Elisabeth Tonnard

They Were Like Poetry

they_were_like_poetry

A book with poems based on a suggestion by James Joyce.

The poems are exercises, composed from sentences that were themselves meant as exercises. The sentences come from a popular 19th century school grammar by Alexander Allen and James Cornwell. Joyce mentions the “nice sentences” in this book and the idea of them as poetry in A Portrait of the Artist as a Young Man:

And there were nice sentences in Doctor Cornwell’s Spelling Book. They were like poetry but they were only sentences to learn the spelling from.
——Wolsey died in Leicester Abbey
——Where the abbots buried him.
——Canker is a disease of plants,
——Cancer one of animals.
It would be nice to lie on the hearthrug before the fire, leaning his head upon his hands, and think on those sentences.

Which is what I did.

Published in Leerdam, The Netherlands, August 2014.

Edition of 100 numbered copies. Black & white printing, perfect bound paperback. Size 13 x 19 cm, 68 pages.

Priced at € 24 plus shipping. You can order the book through my webshop or by sending me an email.

See some images by clicking here.

The book is available in the collections of the Bayerische Staatsbibliothek, Bibliothèque Kandinsky (Centre Pompidou), Bodleian Library (special collections at Weston Library), Museum Boijmans van Beuningen, Columbia University, Erfgoedbibliotheek Hendrik Conscience (Antwerp), Jan Michalski Foundation for Writing and Literature, Kunstbibliothek (Berlin), National Library of The Netherlands (Koninklijke Bibliotheek), Oxford Brookes University, Poëziecentrum Gent, Princeton University, Van Abbe museum, Zentralinstitut für Kunstgeschichte (Munich).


§ WHAT TO PRODUCE
Pictures do not belong in the copy; restate the records below word for word.

Referring expression grounding data:

....

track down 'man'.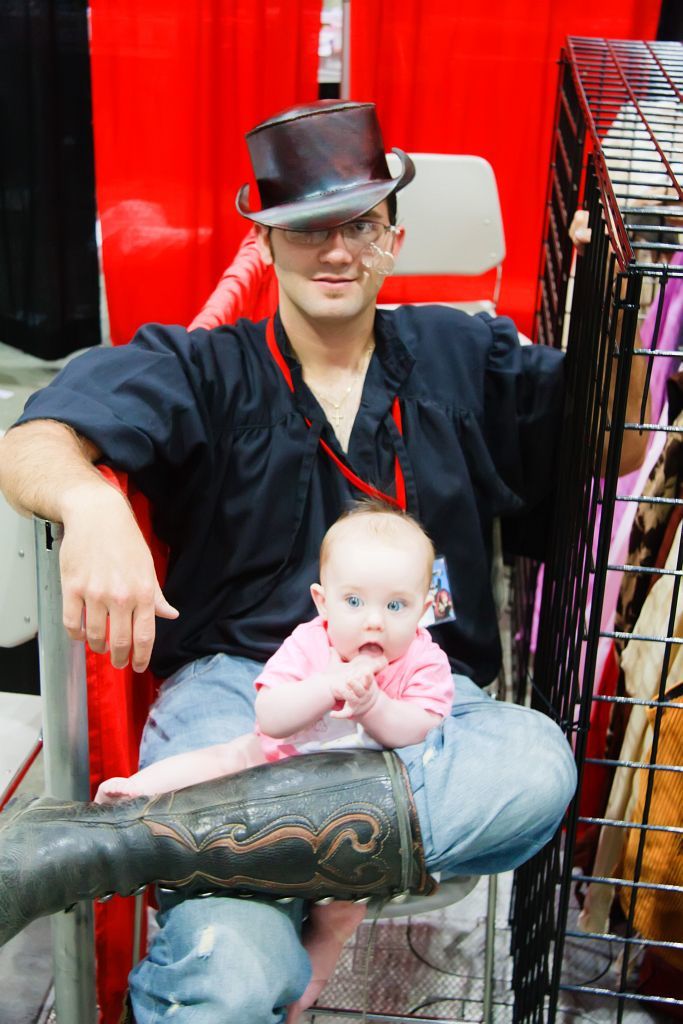
Tracked to <region>106, 123, 551, 1000</region>.
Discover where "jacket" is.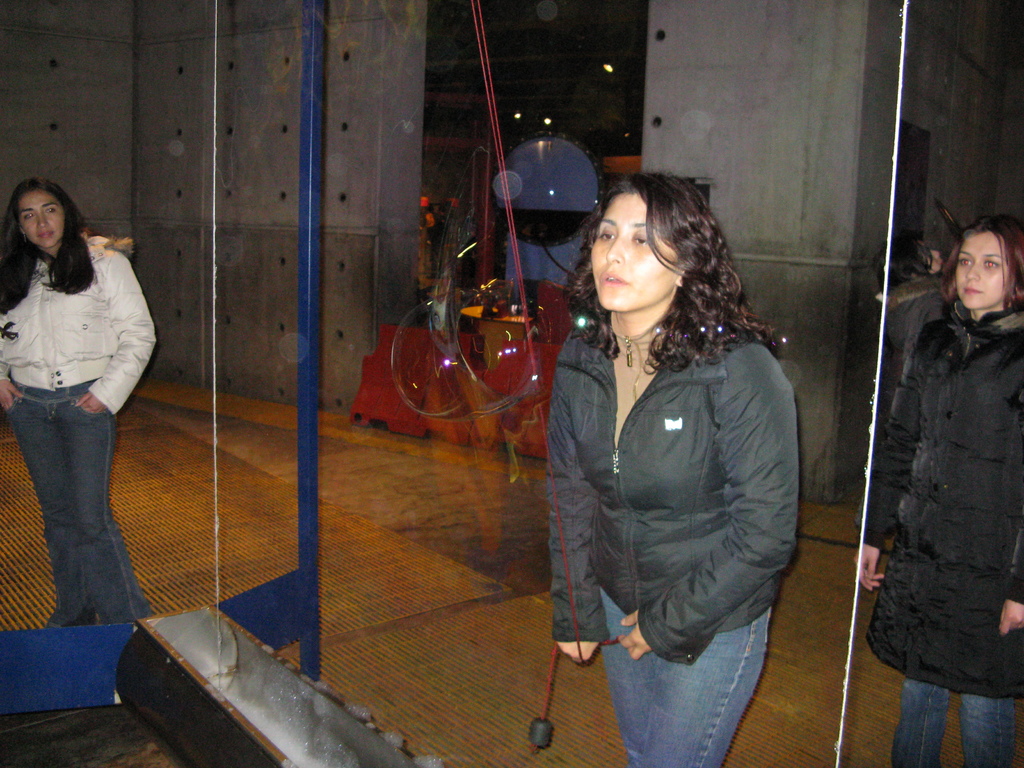
Discovered at Rect(0, 243, 158, 414).
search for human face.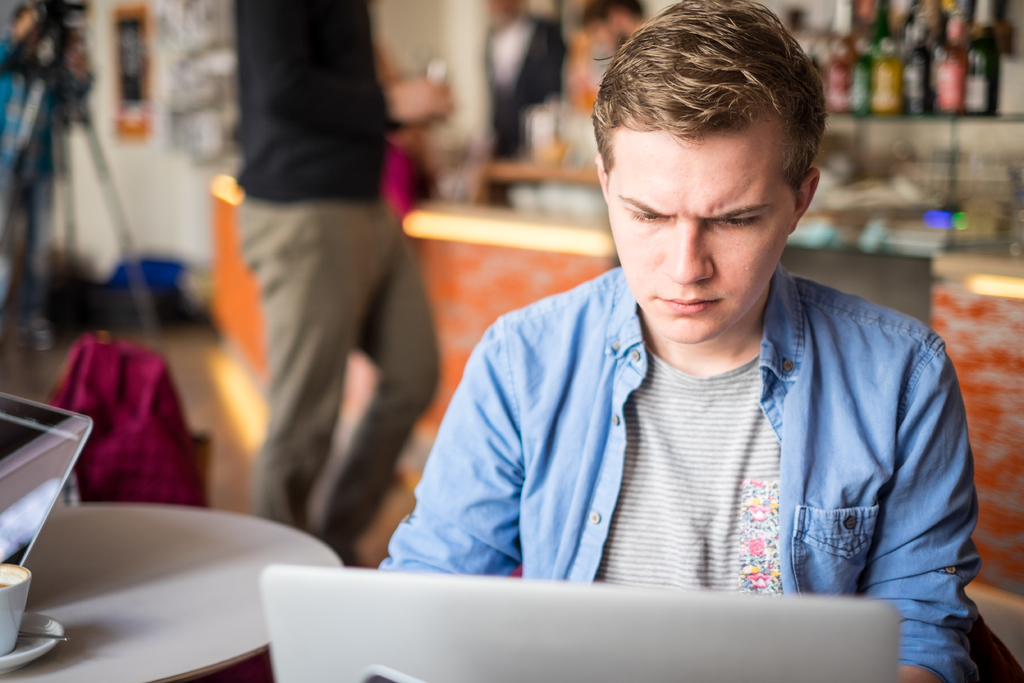
Found at crop(609, 131, 785, 339).
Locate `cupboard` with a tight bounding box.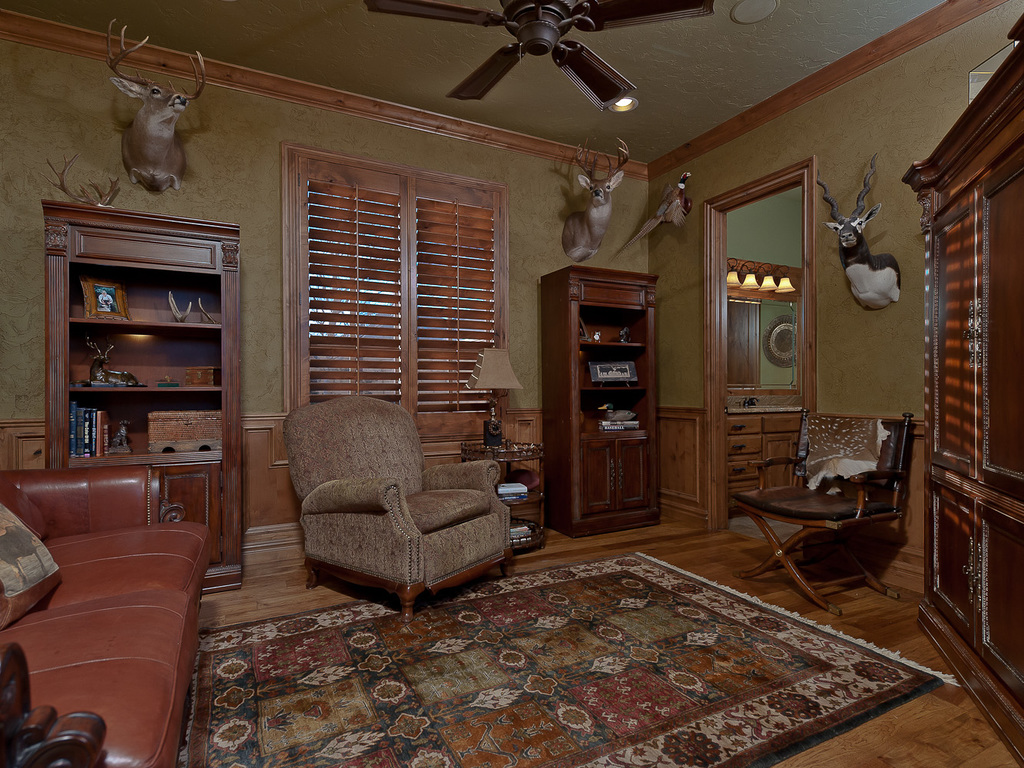
l=532, t=257, r=663, b=541.
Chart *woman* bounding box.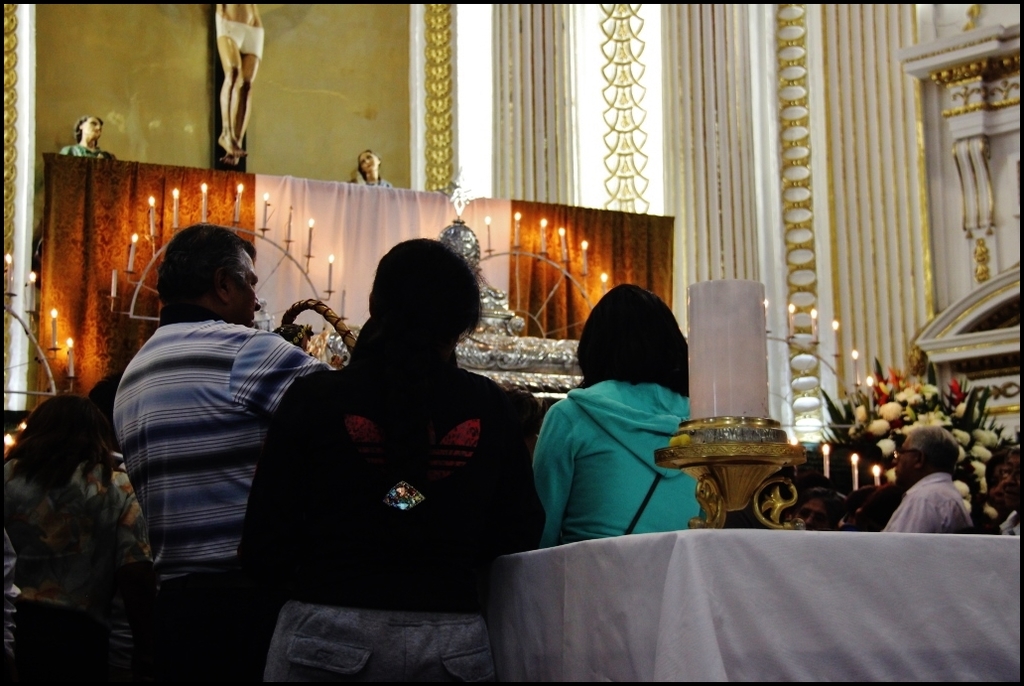
Charted: (354,152,394,191).
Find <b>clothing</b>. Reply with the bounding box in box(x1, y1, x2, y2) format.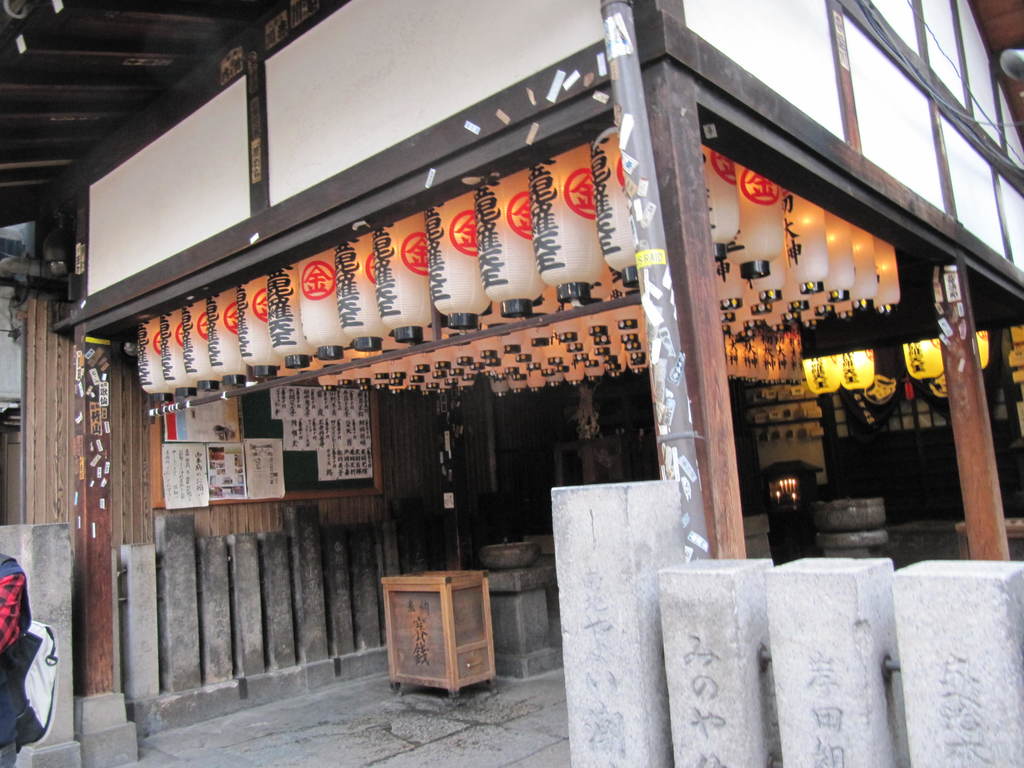
box(0, 555, 43, 767).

....

§ ANSWER TO THIS EXERCISE
track down 'man'.
Tracked to <region>106, 123, 551, 1000</region>.
Discover where "jacket" is.
Discovered at Rect(0, 243, 158, 414).
search for human face.
Found at crop(609, 131, 785, 339).
Locate `cupboard` with a tight bounding box.
l=532, t=257, r=663, b=541.
Chart *woman* bounding box.
Charted: (354,152,394,191).
Find <b>clothing</b>. Reply with the bounding box in box(x1, y1, x2, y2) format.
box(0, 555, 43, 767).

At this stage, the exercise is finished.